A Quote by Nicolas Provost

[My work] looks very cinematic because it's not abstract video art. It's sometimes very narrative and since I play with film grammar in my video work, making a feature film was almost the same challenge.
I respect people that are die-hard film people, but I started on video. I started on Hi8 video and mini-DV, and I made skate videos. So, I love film, and I love the way it looks, but I also love the way crappy video looks, or VHS. I've always been a fan of whatever the look is that's appropriate for what the feeling is.
The video game culture was an important thing to keep alive in the film because we're in a new era right now. The idea that kids can play video games like Grand Theft Auto or any video game is amazing. The video games are one step before a whole other virtual universe.
People sometimes think that a video pops out of my head with no more work than extracting a booger. Every video is a challenge (an exciting one, sure, but a challenge.) Every collaboration is complicated.
I did New York, I Love You which is a very personal film for me. My most personal film, but it's not like a film I've ever made. I would never do that film as a feature, for instance, because it's not very commercial of an idea.
When it comes to working from home, when it comes to video conferencing, it's got to work. Anytime you want to meet someone, the quality has got to be good, very reliable. Otherwise, you've scheduled a very important meeting with a customer - oh my God, if the audio is choppy, the video doesn't work, you're not going to try it anymore.
There is something that might be called cinematic beauty. It can only be expressed in a film, and it must be present for that film to be a moving work. When it is very well expressed, one experiences a particularly deep emotion while watching that film. I believe that it is this quality that draws people to come and see a film, and that it is the hope of attaining this quality that inspires the filmmaker to make his film in the first place.
Ever since I made the short film 'Black And White,' which had almost no dialogues, the idea of making a silent feature film fascinated me.
You make a horror film that's not very good. You'd be joining a long line, in a long video aisle, of stuff that doesn't work.
Actors can be very precious about their work and their scenes, but I think good actors have a strong understanding of narrative and are very often not as precious about that stuff. They just can't be because they understand what makes for a better film, and that it's the job of the actor to work toward that, and then if you want you can go to acting class or workshops. But making movies is not workshops.
In the film industry you work very long hours, and making a film is a very intense process.
My creative process is a bit manic at times, to be honest. I wake up Monday and Thursday stressed because I don't have a video. I usually - with the exception of maybe a handful of videos - wake up, write the video, shoot the video, edit the video, release the video all in the same day.
For the very first video I ever made, I was told to film our family reunion, or something like that, and I had so much fun with it that I just kept doing it since then - probably since seventh grade.
I left film because I felt that photography was my art. It was something I could do on my own, whereas film was so collaborative. I thought as a photographer I could make something that was artistic and that was mine, and I liked that. And it wasn't until I got back into film and I have very small crews and I could do very tiny filmmaking that wasn't 100 people that I still felt that I was making something artistic as a filmmaker. So, you know, I'm an artist, and whether it's photography or film, I want my voice to be there and I think my voice is very strong in this film.
Film work can be very interesting, but it also can be awfully boring because who creates the film? The actors? No. It is the director. It's his piece of work.
I thought there was a way of marrying what I wanted to do with filmmaking with pop videos, which I found out through a couple projects just wasn't possible. That's not saying anything about the artist. If you're making an Usher video, you're making an Usher video, not a film with an Usher song in it.
I had seen 'Onaatah' when I was a part of the National Film Awards jury in 2016. I was very impressed with the film because it was a small but a very inspiring film. Since it touched my heart, I thought of remaking it.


### EXERCISE PROMPT
Copy verbatim the span of lines beginning at the line that contains "Find the location" and ending with the final line of the data. Exclude pictures from the copy.

### DATA IN THIS EXERCISE
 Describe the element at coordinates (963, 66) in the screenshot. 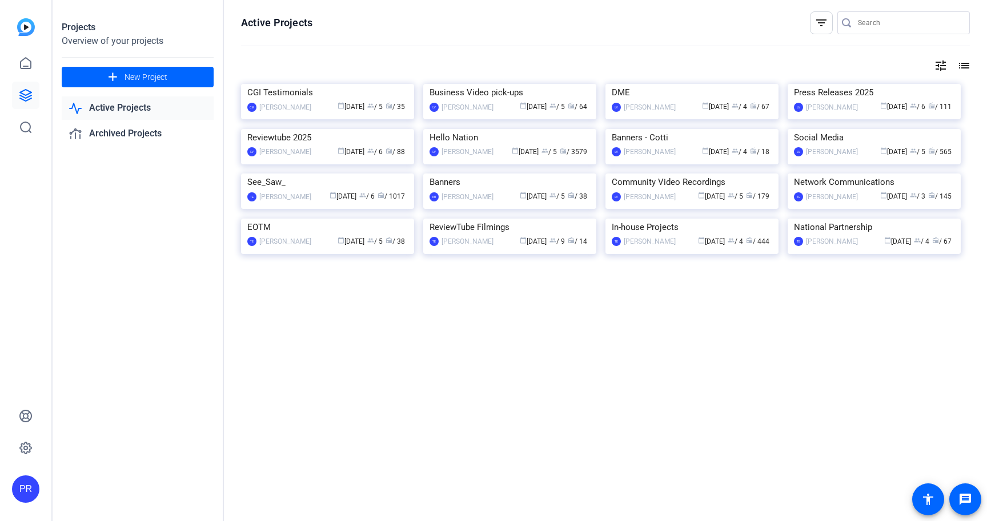

I see `mat-icon: list` at that location.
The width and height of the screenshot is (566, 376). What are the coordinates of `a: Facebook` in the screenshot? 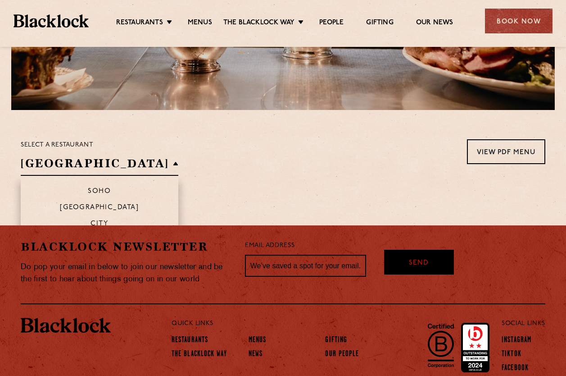 It's located at (516, 369).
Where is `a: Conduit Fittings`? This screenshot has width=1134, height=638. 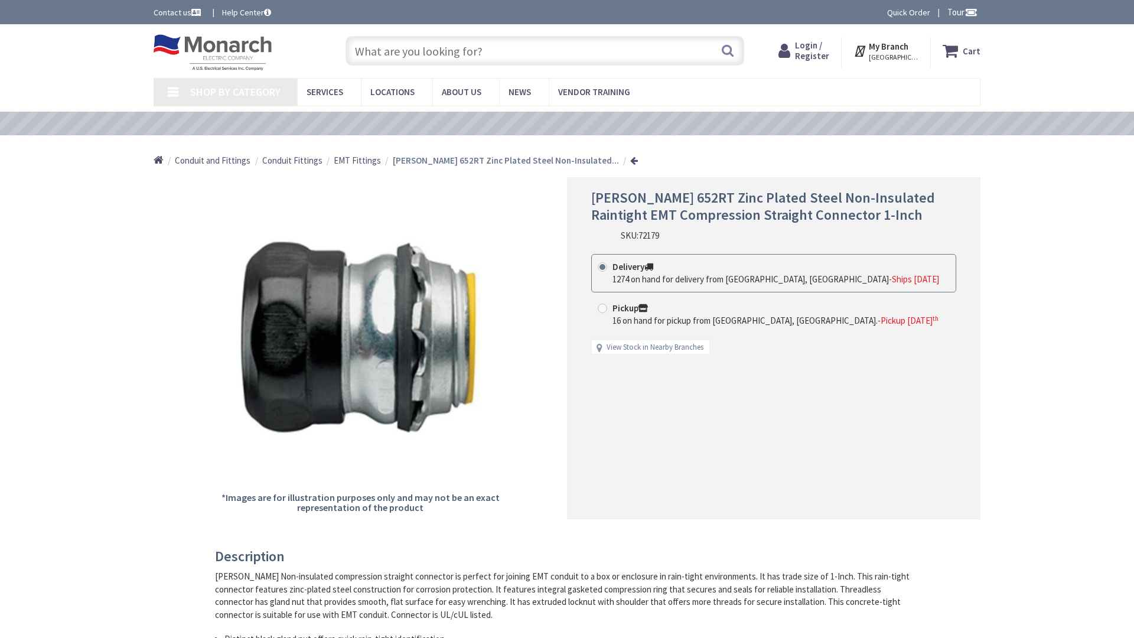
a: Conduit Fittings is located at coordinates (292, 160).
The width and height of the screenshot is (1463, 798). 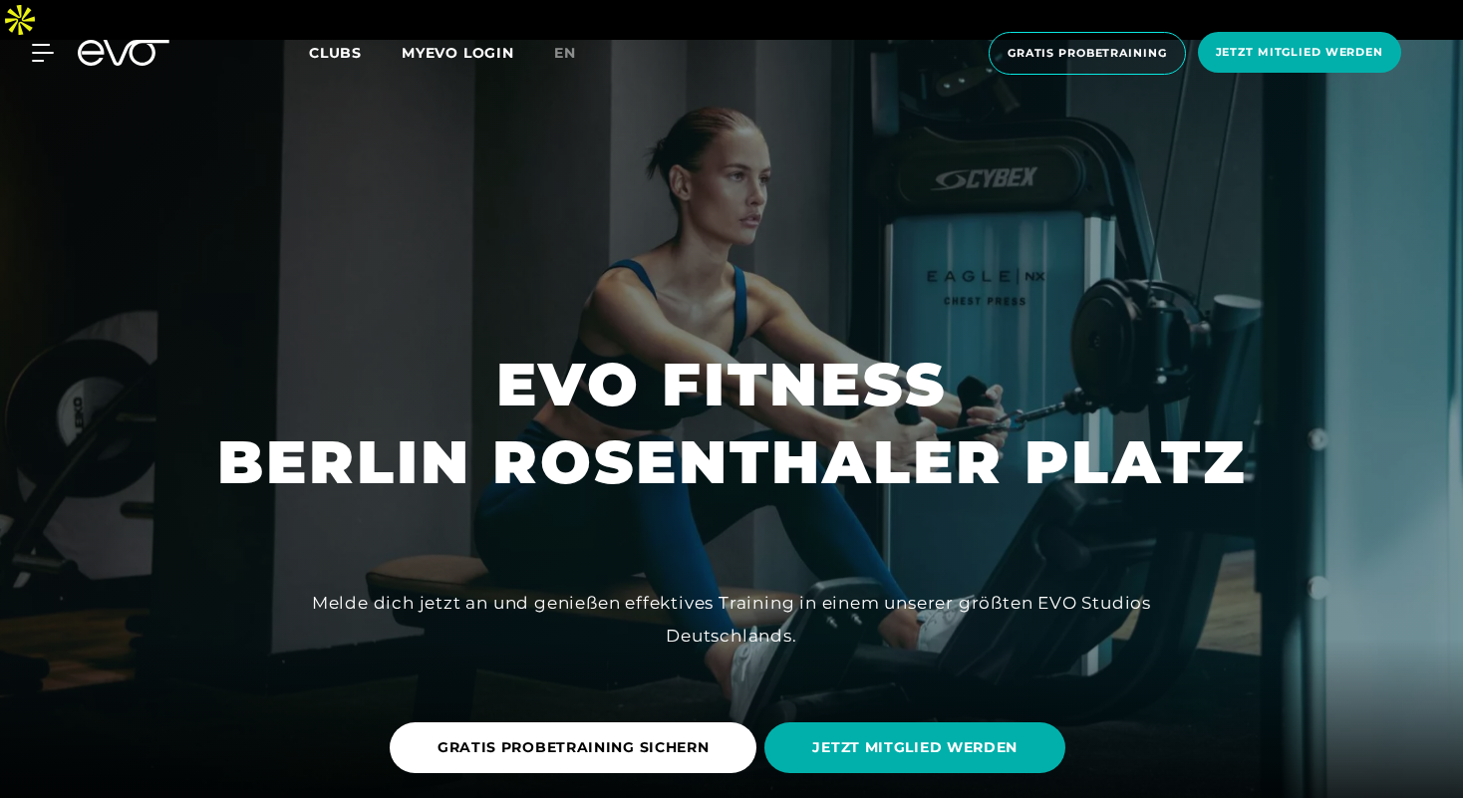 What do you see at coordinates (1299, 52) in the screenshot?
I see `span: Jetzt Mitglied werden` at bounding box center [1299, 52].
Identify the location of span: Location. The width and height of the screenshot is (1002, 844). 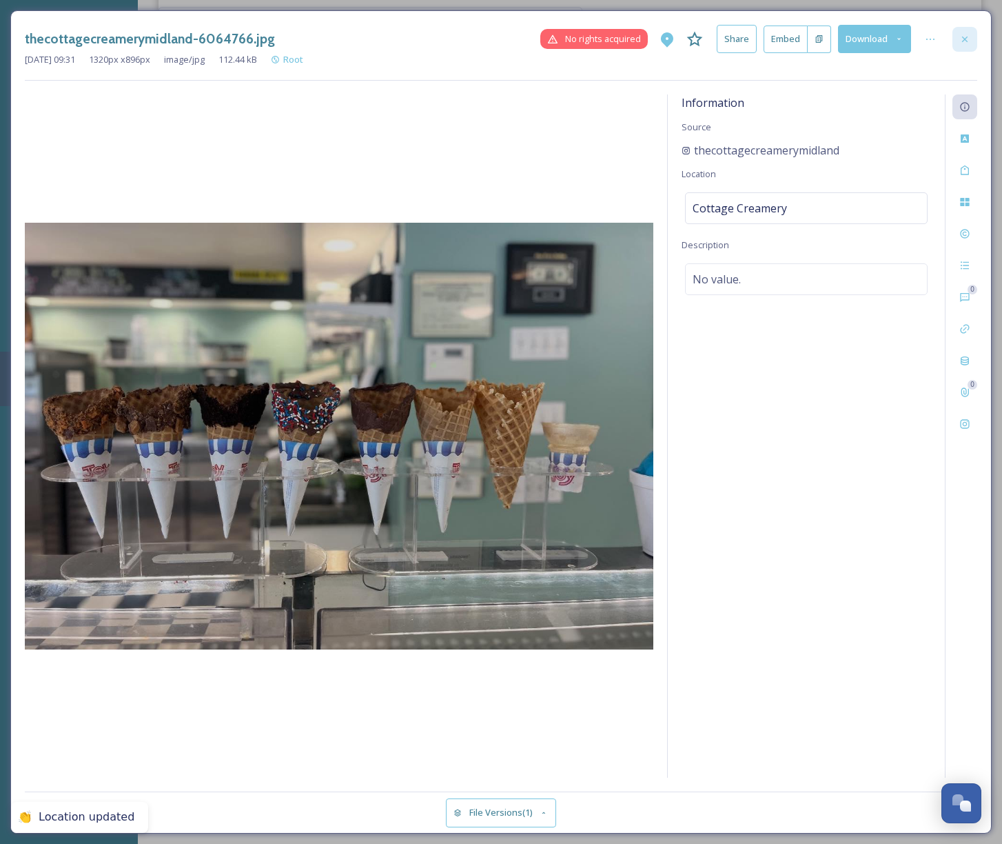
(699, 174).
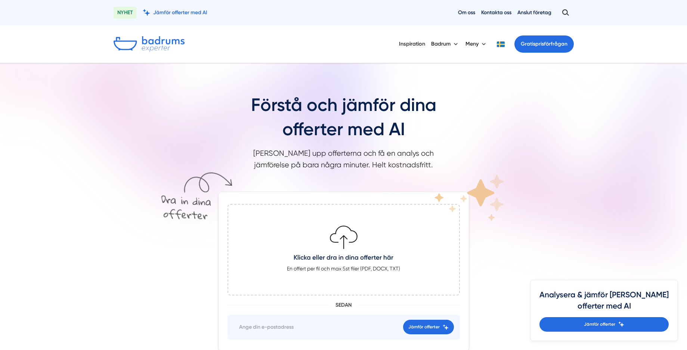 This screenshot has width=687, height=350. What do you see at coordinates (412, 44) in the screenshot?
I see `a: Inspiration` at bounding box center [412, 44].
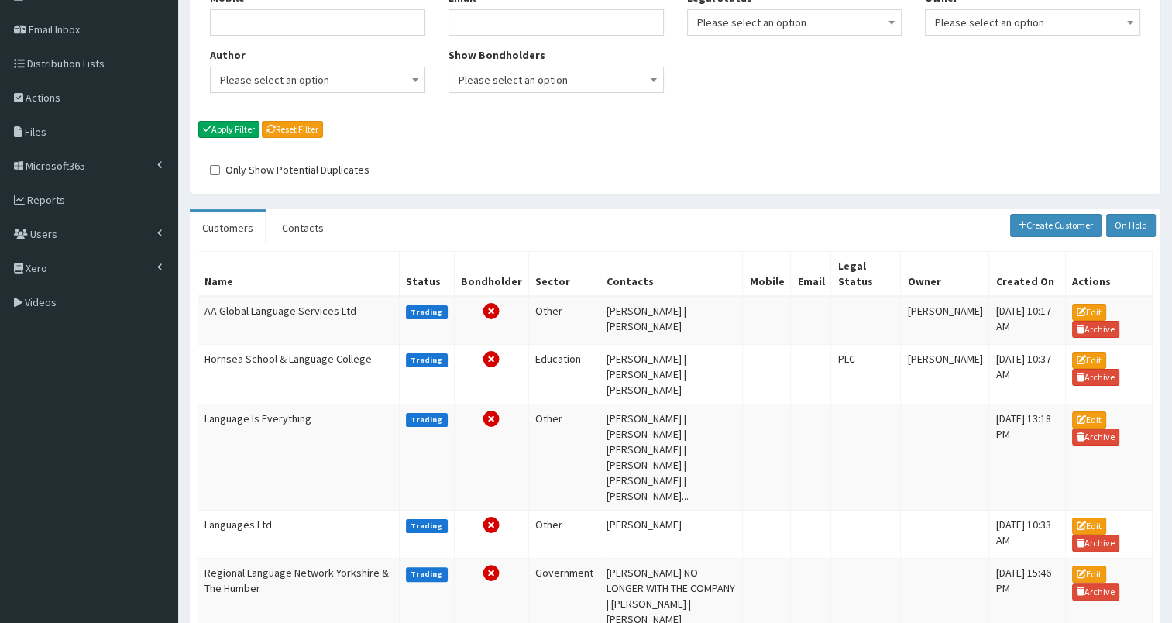 The height and width of the screenshot is (623, 1172). I want to click on th: Actions, so click(1108, 273).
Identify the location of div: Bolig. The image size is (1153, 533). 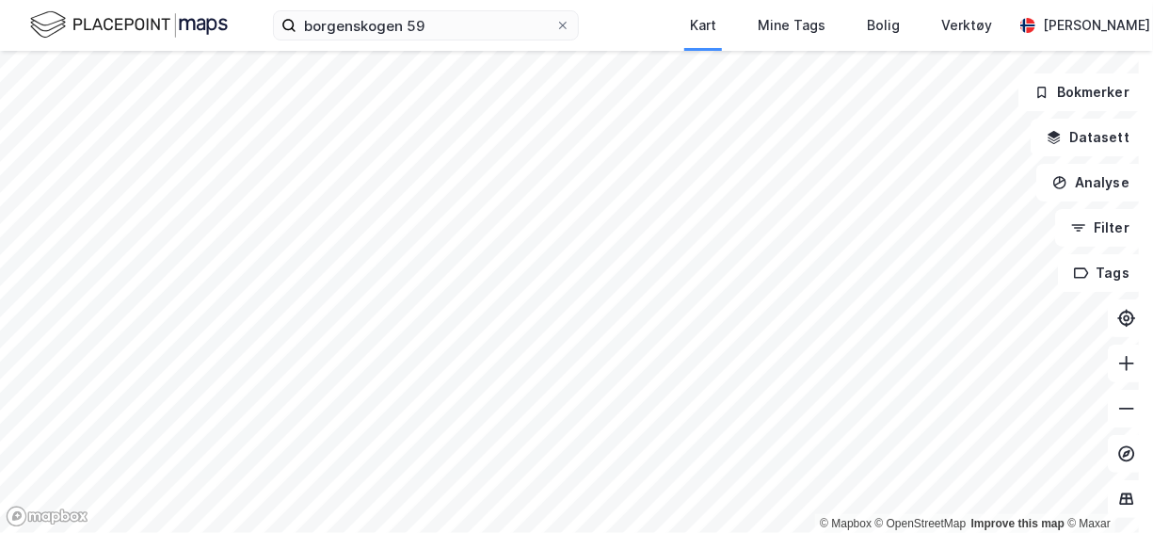
(883, 25).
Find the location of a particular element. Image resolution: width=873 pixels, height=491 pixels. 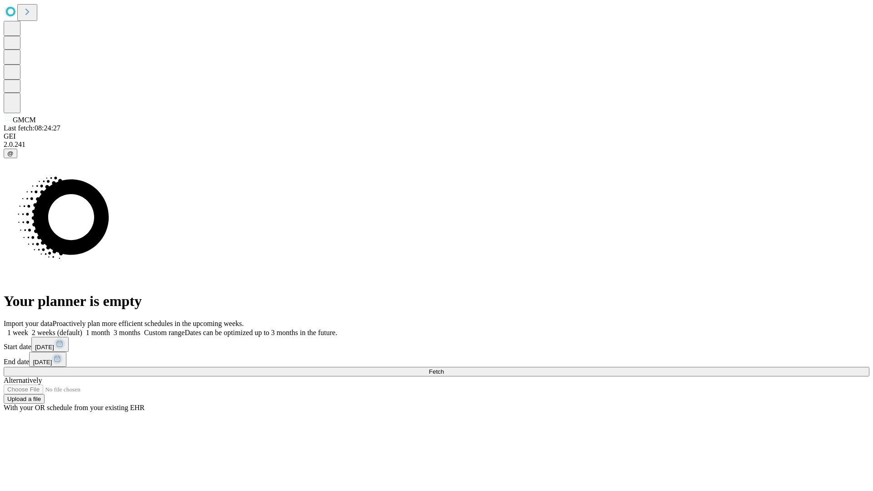

button: Fetch is located at coordinates (436, 371).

### WRITTEN RESPONSE
Find the location of a particular element. Image resolution: width=873 pixels, height=491 pixels. 

button: Fetch is located at coordinates (436, 371).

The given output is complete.